Art Chowder November | December, Issue 24 | Page 36
A
great illustrator, yes,
but the America he painted
wasn’t real, they say. An
episode from 2005 in the PBS
television discussion program
Think Tank asked the question,
“Was Norman Rockwell a
Great Artist?” Anne Knutson,
an art historian and one of the
panelists, was guest curator
for the traveling Rockwell
exhibition at the High
Museum in Atlanta. Asked
how she happened to get
involved with the Rockwell
project, she admitted to some
initial hesitation.
“You know, my
undergraduate, graduate
history classes — ” she said,
“— Rockwell is introduced to
be dismissed. And of course,
that’s very typical, because
there is no content behind
this kind of thing. You’re not
shown his images. His name
is up here: “Sentimentalism”
— and just dismissed. But,
once I got into the project,
and once I saw the paintings,
I was completely transformed,
and all those preconceptions
shattered.”
Seeing his real paintings
does make a difference.
His work remains largely
known through printed
or digital reproductions.
Rockwell didn’t paint to
show in art galleries for
sale but for publication. But
his oil paintings really are
spectacular and larger than
might be expected if one only
saw the images in magazines.
36
Norman Rockwell
“Time To Retire” - Sleeping Tramp
1923, oil on canvas
28” x 21 1/4”, signed and dated lower right
Fisk tire advertisement
Country Life Magazine May 1924 p. 101
But was Norman Rockwell’s the “real” America, as some continue to contest?
Rockwell eschewed the dark and seamy sides of life. His pictures are all carefully
staged. Likening his process to motion picture making, he was the author-screenwriter,
set designer, casting director, costume designer, prop master, and director. (It is not
always recognized that to work for the Post one had to adapt to its conservative
editorial policies. By 1963 he left and started doing covers and illustrations for Look,
which gave him more freedom to address societal issues he found important.)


## [What the exercise asks]
If a record below holds a picture, drop the picture and copy everything else exactly.

## [Source information]
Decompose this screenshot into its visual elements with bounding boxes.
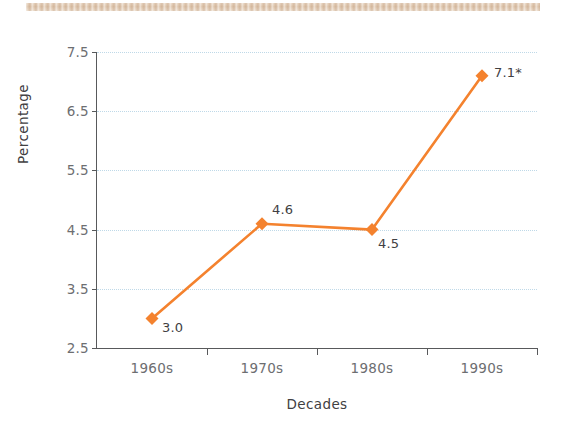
x-axis-tick [537, 348, 538, 355]
plot-area: 2.53.54.55.56.57.5 1960s1970s1980s1990s … [97, 52, 537, 348]
y-axis-tick-label: 7.5 [67, 44, 89, 60]
x-axis-tick-label: 1960s [131, 360, 174, 376]
line-chart: Percentage 2.53.54.55.56.57.5 1960s1970s… [0, 0, 566, 429]
series-markers [146, 69, 489, 325]
y-axis-tick-label: 3.5 [67, 281, 89, 297]
data-series-layer [97, 52, 537, 348]
data-point-label: 7.1* [494, 65, 522, 80]
x-axis-title: Decades [97, 396, 537, 412]
y-axis-tick-label: 5.5 [67, 162, 89, 178]
data-point-label: 4.5 [378, 236, 399, 251]
x-axis-tick-label: 1970s [241, 360, 284, 376]
y-axis-tick-label: 2.5 [67, 340, 89, 356]
data-point-label: 3.0 [162, 320, 183, 335]
x-axis-tick [207, 348, 208, 355]
x-axis-tick [317, 348, 318, 355]
series-line [152, 76, 482, 319]
y-axis-tick [92, 348, 97, 349]
x-axis-tick [427, 348, 428, 355]
y-axis-tick-label: 4.5 [67, 222, 89, 238]
data-point-label: 4.6 [272, 202, 293, 217]
y-axis-title: Percentage [15, 142, 31, 164]
x-axis-tick-label: 1980s [351, 360, 394, 376]
y-axis-tick-label: 6.5 [67, 103, 89, 119]
x-axis-tick-label: 1990s [461, 360, 504, 376]
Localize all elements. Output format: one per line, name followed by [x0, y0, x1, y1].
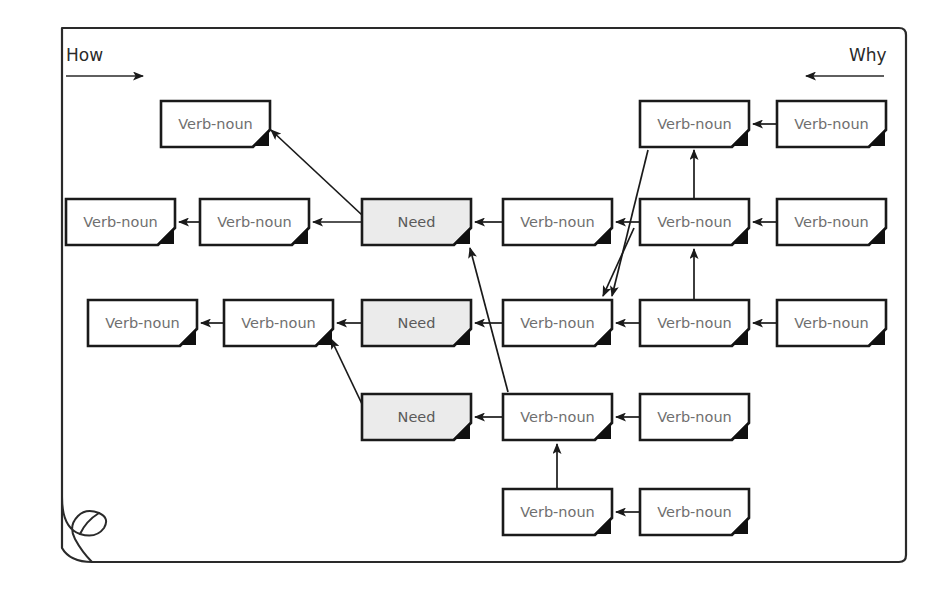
node-label: Verb-noun — [657, 409, 732, 425]
diagram-canvas: How Why Verb-nounVerb-nounVerb-nounVerb-… — [0, 0, 951, 591]
verb-noun-node[interactable]: Verb-noun — [640, 300, 749, 346]
need-node[interactable]: Need — [362, 199, 471, 245]
node-label: Verb-noun — [520, 409, 595, 425]
node-label: Verb-noun — [657, 315, 732, 331]
node-label: Verb-noun — [520, 315, 595, 331]
page-curl-icon — [62, 497, 106, 562]
verb-noun-node[interactable]: Verb-noun — [777, 199, 886, 245]
verb-noun-node[interactable]: Verb-noun — [66, 199, 175, 245]
how-axis-label: How — [66, 45, 103, 65]
need-node[interactable]: Need — [362, 300, 471, 346]
page-curl-inner-icon — [80, 513, 99, 534]
node-label: Verb-noun — [241, 315, 316, 331]
node-label: Verb-noun — [217, 214, 292, 230]
verb-noun-node[interactable]: Verb-noun — [640, 489, 749, 535]
node-label: Verb-noun — [178, 116, 253, 132]
verb-noun-node[interactable]: Verb-noun — [88, 300, 197, 346]
nodes-layer: Verb-nounVerb-nounVerb-nounVerb-nounVerb… — [66, 101, 886, 535]
how-axis: How — [66, 45, 143, 76]
node-label: Verb-noun — [657, 504, 732, 520]
verb-noun-node[interactable]: Verb-noun — [503, 394, 612, 440]
node-label: Verb-noun — [657, 116, 732, 132]
verb-noun-node[interactable]: Verb-noun — [161, 101, 270, 147]
connector-arrow — [331, 339, 362, 404]
node-label: Verb-noun — [794, 116, 869, 132]
verb-noun-node[interactable]: Verb-noun — [640, 199, 749, 245]
why-how-tree-svg: How Why Verb-nounVerb-nounVerb-nounVerb-… — [0, 0, 951, 591]
node-label: Verb-noun — [520, 504, 595, 520]
node-label: Verb-noun — [794, 214, 869, 230]
node-label: Verb-noun — [520, 214, 595, 230]
why-axis-label: Why — [849, 45, 887, 65]
node-label: Need — [398, 315, 436, 331]
node-label: Verb-noun — [83, 214, 158, 230]
verb-noun-node[interactable]: Verb-noun — [503, 199, 612, 245]
verb-noun-node[interactable]: Verb-noun — [777, 300, 886, 346]
node-label: Need — [398, 409, 436, 425]
need-node[interactable]: Need — [362, 394, 471, 440]
node-label: Need — [398, 214, 436, 230]
verb-noun-node[interactable]: Verb-noun — [777, 101, 886, 147]
verb-noun-node[interactable]: Verb-noun — [640, 394, 749, 440]
why-axis: Why — [806, 45, 887, 76]
node-label: Verb-noun — [105, 315, 180, 331]
verb-noun-node[interactable]: Verb-noun — [503, 489, 612, 535]
verb-noun-node[interactable]: Verb-noun — [503, 300, 612, 346]
verb-noun-node[interactable]: Verb-noun — [200, 199, 309, 245]
verb-noun-node[interactable]: Verb-noun — [224, 300, 333, 346]
node-label: Verb-noun — [794, 315, 869, 331]
node-label: Verb-noun — [657, 214, 732, 230]
verb-noun-node[interactable]: Verb-noun — [640, 101, 749, 147]
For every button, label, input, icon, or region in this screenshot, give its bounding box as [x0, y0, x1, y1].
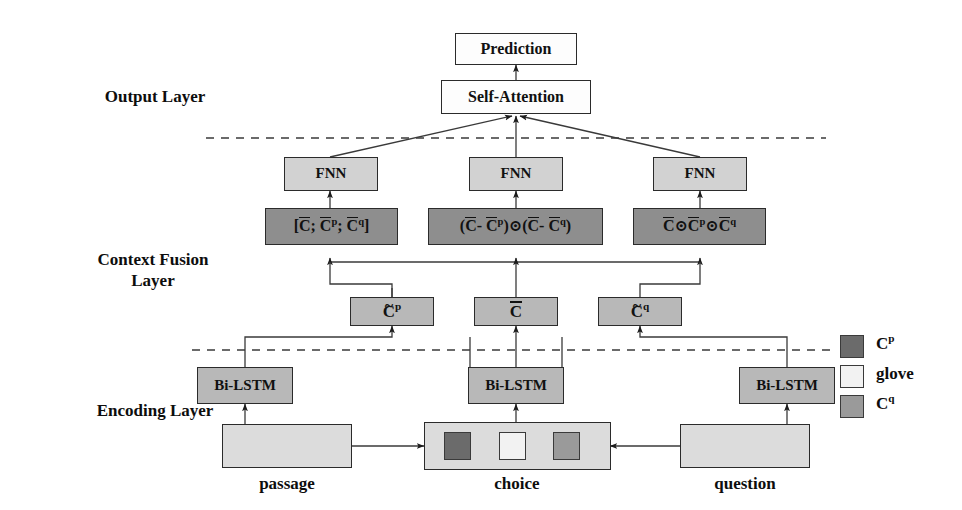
passage-label: passage: [212, 474, 362, 494]
legend-swatch-cp: [840, 335, 864, 358]
legend-label-cp: Cp: [876, 334, 895, 354]
fnn-right-box[interactable]: FNN: [653, 157, 747, 191]
c-tilde-p-box[interactable]: C~p: [350, 297, 434, 326]
layer-label-context-fusion-line1: Context Fusion: [48, 249, 258, 270]
self-attention-box[interactable]: Self-Attention: [441, 80, 591, 114]
legend-sup-cp: p: [888, 332, 894, 344]
c-bar-box[interactable]: C: [474, 297, 558, 326]
fusion-diff-box[interactable]: (C- Cp)⊙(C- Cq): [428, 208, 603, 245]
layer-label-output: Output Layer: [60, 86, 250, 107]
fnn-mid-box[interactable]: FNN: [469, 157, 563, 191]
legend-label-cq: Cq: [876, 394, 895, 414]
cp-token: [444, 432, 471, 460]
legend-label-glove: glove: [876, 364, 914, 384]
c-tilde-q-box[interactable]: C~q: [598, 297, 682, 326]
fusion-diff-expression: (C- Cp)⊙(C- Cq): [460, 218, 571, 235]
layer-label-context-fusion: Context Fusion Layer: [48, 249, 258, 292]
c-bar-symbol: C: [510, 303, 522, 321]
fusion-prod-expression: C⊙Cp⊙Cq: [663, 218, 736, 235]
bilstm-mid-box[interactable]: Bi-LSTM: [468, 367, 564, 404]
choice-label: choice: [442, 474, 592, 494]
fusion-concat-box[interactable]: [C; Cp; Cq]: [265, 208, 398, 245]
bilstm-left-box[interactable]: Bi-LSTM: [197, 367, 293, 404]
legend-swatch-glove: [840, 365, 864, 388]
legend-sup-cq: q: [888, 392, 894, 404]
prediction-box[interactable]: Prediction: [455, 33, 577, 65]
fusion-concat-expression: [C; Cp; Cq]: [294, 218, 370, 235]
glove-token: [499, 432, 526, 460]
cq-token: [553, 432, 580, 460]
c-tilde-p-symbol: C~p: [383, 303, 402, 321]
passage-box[interactable]: [222, 424, 352, 468]
question-box[interactable]: [680, 424, 810, 468]
fnn-left-box[interactable]: FNN: [284, 157, 378, 191]
legend-swatch-cq: [840, 395, 864, 418]
bilstm-right-box[interactable]: Bi-LSTM: [739, 367, 835, 404]
question-label: question: [670, 474, 820, 494]
architecture-diagram: Output Layer Context Fusion Layer Encodi…: [0, 0, 962, 510]
c-tilde-q-symbol: C~q: [631, 303, 650, 321]
fusion-prod-box[interactable]: C⊙Cp⊙Cq: [633, 208, 766, 245]
layer-label-context-fusion-line2: Layer: [48, 270, 258, 291]
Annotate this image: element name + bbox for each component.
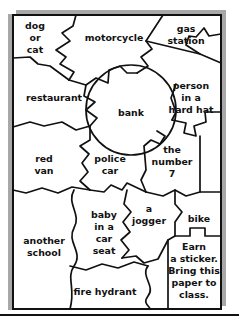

## [Written answer]
Decompose this screenshot into its visual elements with bounding boxes.
x-axis-tick [537, 348, 538, 355]
plot-area: 2.53.54.55.56.57.5 1960s1970s1980s1990s … [97, 52, 537, 348]
y-axis-tick-label: 7.5 [67, 44, 89, 60]
x-axis-tick-label: 1960s [131, 360, 174, 376]
line-chart: Percentage 2.53.54.55.56.57.5 1960s1970s… [0, 0, 566, 429]
series-markers [146, 69, 489, 325]
y-axis-tick-label: 3.5 [67, 281, 89, 297]
data-series-layer [97, 52, 537, 348]
data-point-label: 7.1* [494, 65, 522, 80]
x-axis-title: Decades [97, 396, 537, 412]
y-axis-tick-label: 5.5 [67, 162, 89, 178]
data-point-label: 4.5 [378, 236, 399, 251]
x-axis-tick-label: 1970s [241, 360, 284, 376]
y-axis-tick-label: 2.5 [67, 340, 89, 356]
data-point-label: 3.0 [162, 320, 183, 335]
x-axis-tick [207, 348, 208, 355]
x-axis-tick [317, 348, 318, 355]
series-line [152, 76, 482, 319]
y-axis-tick [92, 348, 97, 349]
x-axis-tick [427, 348, 428, 355]
y-axis-tick-label: 4.5 [67, 222, 89, 238]
data-point-label: 4.6 [272, 202, 293, 217]
y-axis-title: Percentage [15, 142, 31, 164]
x-axis-tick-label: 1980s [351, 360, 394, 376]
y-axis-tick-label: 6.5 [67, 103, 89, 119]
x-axis-tick-label: 1990s [461, 360, 504, 376]
Localize all elements. Output format: one per line, name followed by [x0, y0, x1, y1].
node-label: Verb-noun — [657, 409, 732, 425]
diagram-canvas: How Why Verb-nounVerb-nounVerb-nounVerb-… — [0, 0, 951, 591]
verb-noun-node[interactable]: Verb-noun — [640, 300, 749, 346]
need-node[interactable]: Need — [362, 199, 471, 245]
node-label: Verb-noun — [520, 409, 595, 425]
node-label: Verb-noun — [657, 315, 732, 331]
node-label: Verb-noun — [520, 315, 595, 331]
page-curl-icon — [62, 497, 106, 562]
verb-noun-node[interactable]: Verb-noun — [777, 199, 886, 245]
verb-noun-node[interactable]: Verb-noun — [66, 199, 175, 245]
how-axis-label: How — [66, 45, 103, 65]
need-node[interactable]: Need — [362, 300, 471, 346]
page-curl-inner-icon — [80, 513, 99, 534]
node-label: Verb-noun — [241, 315, 316, 331]
node-label: Verb-noun — [217, 214, 292, 230]
verb-noun-node[interactable]: Verb-noun — [640, 489, 749, 535]
node-label: Verb-noun — [178, 116, 253, 132]
verb-noun-node[interactable]: Verb-noun — [88, 300, 197, 346]
nodes-layer: Verb-nounVerb-nounVerb-nounVerb-nounVerb… — [66, 101, 886, 535]
how-axis: How — [66, 45, 143, 76]
node-label: Verb-noun — [657, 504, 732, 520]
verb-noun-node[interactable]: Verb-noun — [503, 394, 612, 440]
node-label: Verb-noun — [657, 116, 732, 132]
verb-noun-node[interactable]: Verb-noun — [161, 101, 270, 147]
connector-arrow — [331, 339, 362, 404]
node-label: Verb-noun — [794, 116, 869, 132]
verb-noun-node[interactable]: Verb-noun — [640, 199, 749, 245]
why-how-tree-svg: How Why Verb-nounVerb-nounVerb-nounVerb-… — [0, 0, 951, 591]
node-label: Verb-noun — [520, 504, 595, 520]
node-label: Verb-noun — [794, 214, 869, 230]
node-label: Verb-noun — [520, 214, 595, 230]
why-axis-label: Why — [849, 45, 887, 65]
node-label: Need — [398, 315, 436, 331]
node-label: Verb-noun — [83, 214, 158, 230]
verb-noun-node[interactable]: Verb-noun — [503, 199, 612, 245]
verb-noun-node[interactable]: Verb-noun — [777, 300, 886, 346]
node-label: Need — [398, 409, 436, 425]
need-node[interactable]: Need — [362, 394, 471, 440]
node-label: Need — [398, 214, 436, 230]
verb-noun-node[interactable]: Verb-noun — [777, 101, 886, 147]
verb-noun-node[interactable]: Verb-noun — [640, 394, 749, 440]
why-axis: Why — [806, 45, 887, 76]
node-label: Verb-noun — [105, 315, 180, 331]
verb-noun-node[interactable]: Verb-noun — [503, 489, 612, 535]
verb-noun-node[interactable]: Verb-noun — [503, 300, 612, 346]
verb-noun-node[interactable]: Verb-noun — [200, 199, 309, 245]
verb-noun-node[interactable]: Verb-noun — [224, 300, 333, 346]
node-label: Verb-noun — [794, 315, 869, 331]
node-label: Verb-noun — [657, 214, 732, 230]
verb-noun-node[interactable]: Verb-noun — [640, 101, 749, 147]
For every button, label, input, icon, or region in this screenshot, give its bounding box as [x0, y0, x1, y1].
passage-label: passage: [212, 474, 362, 494]
legend-swatch-cp: [840, 335, 864, 358]
legend-label-cp: Cp: [876, 334, 895, 354]
fnn-right-box[interactable]: FNN: [653, 157, 747, 191]
c-tilde-p-box[interactable]: C~p: [350, 297, 434, 326]
layer-label-context-fusion-line1: Context Fusion: [48, 249, 258, 270]
self-attention-box[interactable]: Self-Attention: [441, 80, 591, 114]
legend-sup-cp: p: [888, 332, 894, 344]
c-bar-box[interactable]: C: [474, 297, 558, 326]
fusion-diff-box[interactable]: (C- Cp)⊙(C- Cq): [428, 208, 603, 245]
layer-label-output: Output Layer: [60, 86, 250, 107]
fnn-mid-box[interactable]: FNN: [469, 157, 563, 191]
legend-label-cq: Cq: [876, 394, 895, 414]
cp-token: [444, 432, 471, 460]
legend-label-glove: glove: [876, 364, 914, 384]
c-tilde-q-box[interactable]: C~q: [598, 297, 682, 326]
fusion-diff-expression: (C- Cp)⊙(C- Cq): [460, 218, 571, 235]
layer-label-context-fusion: Context Fusion Layer: [48, 249, 258, 292]
c-bar-symbol: C: [510, 303, 522, 321]
fusion-prod-expression: C⊙Cp⊙Cq: [663, 218, 736, 235]
bilstm-mid-box[interactable]: Bi-LSTM: [468, 367, 564, 404]
choice-label: choice: [442, 474, 592, 494]
fusion-concat-box[interactable]: [C; Cp; Cq]: [265, 208, 398, 245]
bilstm-left-box[interactable]: Bi-LSTM: [197, 367, 293, 404]
legend-swatch-glove: [840, 365, 864, 388]
legend-sup-cq: q: [888, 392, 894, 404]
prediction-box[interactable]: Prediction: [455, 33, 577, 65]
fusion-concat-expression: [C; Cp; Cq]: [294, 218, 370, 235]
glove-token: [499, 432, 526, 460]
cq-token: [553, 432, 580, 460]
c-tilde-p-symbol: C~p: [383, 303, 402, 321]
passage-box[interactable]: [222, 424, 352, 468]
question-box[interactable]: [680, 424, 810, 468]
fnn-left-box[interactable]: FNN: [284, 157, 378, 191]
legend-swatch-cq: [840, 395, 864, 418]
bilstm-right-box[interactable]: Bi-LSTM: [739, 367, 835, 404]
question-label: question: [670, 474, 820, 494]
architecture-diagram: Output Layer Context Fusion Layer Encodi…: [0, 0, 962, 510]
c-tilde-q-symbol: C~q: [631, 303, 650, 321]
fusion-prod-box[interactable]: C⊙Cp⊙Cq: [633, 208, 766, 245]
layer-label-context-fusion-line2: Layer: [48, 270, 258, 291]
Annotate this image: element name + bbox for each component.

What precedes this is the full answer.